I’d been trying to work out how to explain the sound of The Autumn Saints for most of their half an hour, when American singer Britt Strickland nailed it for me. Just before their last song “Dustbowl Year” he said, “this one is for when you listen to Johnny Cash and Joe Strummer in the same day” and there it is. From Oxford, TAS are immediately and interesting and compelling proposition. The three piece are dressed as if they are from the deep south in the 20s, but their sound, is a brilliant mix of punk, country and even a touch of Indie cool. All of which means work like “She Wanders Out” nestles fabulously with “Littlewood Station” one of the cuts from their EP. The guitar lines of David Ireland are by turns floating and chugging, and there is something intrinsically interesting at play here. There is a political element too, “Sad Eyes Are all Eyes” deals as North Carolina born Strickland explains: “with the insanity back home” and takes the old Springsteen thought that “nobody wins unless everybody wins” and runs with it. The Autumn Saints though, are very much their own men and the trio are one that you hope will benefit from the exposure on these NMA shows.
Justin Sullivan has a point. He often does, to be fair. “They tell us it’s our 40th anniversary this year,” he sort of half smiles towards the end of the set. “I dunno if that’s an achievement, birthdays come and go and you are just sort of here…..”
There’s 1000 or more people in The Institute tonight that would differ.
In the interests of full disclosure, this is the first time I’ve ever seen New Model Army, but it is immediately clear – genuinely even before they’ve so much as played a note – how much this band means to many (most?) of the crowd, and how ingrained the music is to their lives.
And what music it is too! Whether it is the early stuff like “No Rest” or the bang up to date “Never Arriving” (from last years superb “From Here”) it is done with a real class, and all sounds very much as if it all belongs, as it were.
The show should have been about six weeks ago (“we kept you waiting long enough, we’d best not do it much longer” jokes Sullivan when he returns for the encore) but drummer Michael Dean was ill. Happily restored to full health, his tribal drums ignite the new albums title track, but he is only one cog in a wonderful machine. Marshall Gill is particularly impressive on guitar and his work on “Winter” turns that into a real crescendo, a maelstrom if you like as the set draws to a close, but it makes for a real highlight.
It is striking how relevant these songs remain – which I suppose is a mark of true quality songwriting? But “51st State” stands out in this regard.
In the middle of the set Sullivan plays “Eyes Get Used To The Darkness” solo acoustic and it provides a moment of reflection, but my, what a song it is too. You could say that about all of them to be honest, but “States Radio” and a fabulously raucous “Here Comes The War” standout.

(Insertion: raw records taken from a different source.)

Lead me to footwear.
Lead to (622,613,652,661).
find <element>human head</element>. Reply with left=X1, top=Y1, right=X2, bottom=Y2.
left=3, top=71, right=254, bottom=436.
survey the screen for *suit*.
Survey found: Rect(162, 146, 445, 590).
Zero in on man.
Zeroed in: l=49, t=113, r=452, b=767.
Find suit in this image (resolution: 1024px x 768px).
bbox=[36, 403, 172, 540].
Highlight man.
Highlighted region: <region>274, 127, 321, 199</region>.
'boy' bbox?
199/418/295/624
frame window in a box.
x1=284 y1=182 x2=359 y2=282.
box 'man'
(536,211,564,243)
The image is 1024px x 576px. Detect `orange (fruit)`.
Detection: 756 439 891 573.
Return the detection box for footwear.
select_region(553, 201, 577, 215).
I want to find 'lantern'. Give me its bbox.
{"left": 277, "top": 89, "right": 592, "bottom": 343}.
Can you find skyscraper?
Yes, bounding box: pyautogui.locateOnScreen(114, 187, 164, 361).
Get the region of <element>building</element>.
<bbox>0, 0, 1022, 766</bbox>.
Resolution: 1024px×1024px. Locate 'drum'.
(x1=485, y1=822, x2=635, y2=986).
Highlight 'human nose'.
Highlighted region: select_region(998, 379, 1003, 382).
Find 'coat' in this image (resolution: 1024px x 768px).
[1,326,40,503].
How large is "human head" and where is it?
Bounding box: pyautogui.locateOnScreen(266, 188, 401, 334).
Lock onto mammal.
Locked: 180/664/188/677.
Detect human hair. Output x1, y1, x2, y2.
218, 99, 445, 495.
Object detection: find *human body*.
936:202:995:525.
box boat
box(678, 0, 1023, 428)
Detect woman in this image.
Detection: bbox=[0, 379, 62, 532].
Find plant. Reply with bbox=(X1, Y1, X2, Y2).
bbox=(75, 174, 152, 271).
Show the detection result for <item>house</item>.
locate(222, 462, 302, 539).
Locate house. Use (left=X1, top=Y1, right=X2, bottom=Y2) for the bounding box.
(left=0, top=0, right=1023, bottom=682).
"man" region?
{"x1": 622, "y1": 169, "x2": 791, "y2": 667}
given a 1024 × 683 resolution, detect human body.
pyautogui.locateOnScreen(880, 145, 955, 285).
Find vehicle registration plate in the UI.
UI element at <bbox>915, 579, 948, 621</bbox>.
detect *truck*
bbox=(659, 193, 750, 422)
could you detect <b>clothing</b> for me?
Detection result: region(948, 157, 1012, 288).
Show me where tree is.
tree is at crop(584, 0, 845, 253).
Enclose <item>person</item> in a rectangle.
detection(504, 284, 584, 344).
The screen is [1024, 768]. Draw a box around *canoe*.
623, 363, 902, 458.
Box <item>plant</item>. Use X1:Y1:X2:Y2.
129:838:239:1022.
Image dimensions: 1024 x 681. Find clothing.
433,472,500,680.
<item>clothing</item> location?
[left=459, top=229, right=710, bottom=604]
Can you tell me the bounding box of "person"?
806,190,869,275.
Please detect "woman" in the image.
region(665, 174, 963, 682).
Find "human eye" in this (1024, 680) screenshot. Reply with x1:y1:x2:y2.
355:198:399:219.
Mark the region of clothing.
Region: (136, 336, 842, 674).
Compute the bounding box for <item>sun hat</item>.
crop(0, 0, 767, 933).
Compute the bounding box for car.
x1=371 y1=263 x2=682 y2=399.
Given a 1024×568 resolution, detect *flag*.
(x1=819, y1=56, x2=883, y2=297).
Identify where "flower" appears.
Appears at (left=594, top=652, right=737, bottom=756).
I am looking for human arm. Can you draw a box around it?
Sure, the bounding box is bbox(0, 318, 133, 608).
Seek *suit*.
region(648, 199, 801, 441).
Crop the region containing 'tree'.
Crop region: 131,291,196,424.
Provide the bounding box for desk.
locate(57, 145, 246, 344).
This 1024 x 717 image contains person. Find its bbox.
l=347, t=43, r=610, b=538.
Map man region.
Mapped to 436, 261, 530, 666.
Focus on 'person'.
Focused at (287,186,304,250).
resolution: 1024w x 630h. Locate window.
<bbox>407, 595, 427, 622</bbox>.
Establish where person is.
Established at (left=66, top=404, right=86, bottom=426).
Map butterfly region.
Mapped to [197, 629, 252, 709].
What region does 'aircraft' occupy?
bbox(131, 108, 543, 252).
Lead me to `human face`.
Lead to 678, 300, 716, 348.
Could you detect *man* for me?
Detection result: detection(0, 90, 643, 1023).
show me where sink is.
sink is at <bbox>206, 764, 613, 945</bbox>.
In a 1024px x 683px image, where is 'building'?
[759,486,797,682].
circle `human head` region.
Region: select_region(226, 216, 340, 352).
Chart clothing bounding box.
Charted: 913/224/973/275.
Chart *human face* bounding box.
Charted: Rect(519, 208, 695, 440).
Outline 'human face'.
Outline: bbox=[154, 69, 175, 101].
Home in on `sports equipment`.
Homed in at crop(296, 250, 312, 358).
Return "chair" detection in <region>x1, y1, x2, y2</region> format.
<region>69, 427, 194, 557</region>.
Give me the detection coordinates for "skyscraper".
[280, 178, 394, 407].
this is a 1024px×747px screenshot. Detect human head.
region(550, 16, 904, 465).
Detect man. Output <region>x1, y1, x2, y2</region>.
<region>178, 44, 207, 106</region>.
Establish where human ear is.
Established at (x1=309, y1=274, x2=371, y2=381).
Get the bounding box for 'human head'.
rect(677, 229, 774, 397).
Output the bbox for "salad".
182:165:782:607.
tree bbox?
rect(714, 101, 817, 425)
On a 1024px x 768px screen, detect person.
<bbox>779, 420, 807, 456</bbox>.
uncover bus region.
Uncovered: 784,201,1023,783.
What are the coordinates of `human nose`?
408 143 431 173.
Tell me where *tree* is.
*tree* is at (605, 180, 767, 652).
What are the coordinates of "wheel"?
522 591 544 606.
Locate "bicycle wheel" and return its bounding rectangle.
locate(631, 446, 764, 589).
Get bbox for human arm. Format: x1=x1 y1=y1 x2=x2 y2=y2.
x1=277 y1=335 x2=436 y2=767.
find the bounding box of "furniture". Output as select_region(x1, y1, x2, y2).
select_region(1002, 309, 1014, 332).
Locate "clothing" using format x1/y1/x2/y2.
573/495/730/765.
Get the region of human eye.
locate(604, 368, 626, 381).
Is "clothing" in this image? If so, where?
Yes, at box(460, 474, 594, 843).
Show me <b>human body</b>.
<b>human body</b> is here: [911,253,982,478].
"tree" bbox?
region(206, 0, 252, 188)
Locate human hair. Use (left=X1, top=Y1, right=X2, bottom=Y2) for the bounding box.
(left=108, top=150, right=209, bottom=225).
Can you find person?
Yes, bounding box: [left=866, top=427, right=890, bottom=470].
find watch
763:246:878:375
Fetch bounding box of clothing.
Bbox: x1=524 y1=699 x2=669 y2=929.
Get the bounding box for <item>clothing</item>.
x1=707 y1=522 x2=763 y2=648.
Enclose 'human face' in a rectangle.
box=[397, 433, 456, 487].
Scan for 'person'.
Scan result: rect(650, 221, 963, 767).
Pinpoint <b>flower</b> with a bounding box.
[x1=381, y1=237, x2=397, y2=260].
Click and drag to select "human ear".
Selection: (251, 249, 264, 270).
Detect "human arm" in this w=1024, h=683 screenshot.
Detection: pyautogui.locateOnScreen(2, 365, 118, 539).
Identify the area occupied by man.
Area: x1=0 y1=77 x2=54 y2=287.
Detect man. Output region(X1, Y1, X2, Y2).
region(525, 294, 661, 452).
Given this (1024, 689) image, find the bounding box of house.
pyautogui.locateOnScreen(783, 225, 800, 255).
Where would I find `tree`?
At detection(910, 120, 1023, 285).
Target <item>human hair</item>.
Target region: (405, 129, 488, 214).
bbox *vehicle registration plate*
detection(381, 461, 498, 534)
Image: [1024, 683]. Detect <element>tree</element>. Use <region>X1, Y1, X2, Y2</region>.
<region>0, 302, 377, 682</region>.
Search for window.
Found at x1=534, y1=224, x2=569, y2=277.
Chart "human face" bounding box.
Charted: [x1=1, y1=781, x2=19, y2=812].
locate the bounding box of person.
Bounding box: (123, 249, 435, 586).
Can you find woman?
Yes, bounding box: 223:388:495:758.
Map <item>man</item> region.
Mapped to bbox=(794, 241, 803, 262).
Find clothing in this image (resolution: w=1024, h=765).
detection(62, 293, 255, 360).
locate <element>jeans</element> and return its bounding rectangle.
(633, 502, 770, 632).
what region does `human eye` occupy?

There are two encores. “125mph” (“the roads are a bit safer now as I am presently banned from driving” deadpans Sullivan before it plays) is the highlight of the first, and “I Love The World” – “your good luck for the year” as Sullivan puts it – makes up the second.
It closes a mighty show, a celebration of one of the maverick outfits of British music, and they deserve someone to mark their 40 years, even if they are ambivalent to it. “We’ll see you in September, and we might even play some of the ones you want us to play” smiles the band leader as he exits the stage.
Two things, though. First, New Model Army have earned the right to do what they like, and second, this was mighty enough with the stuff they chose for themselves.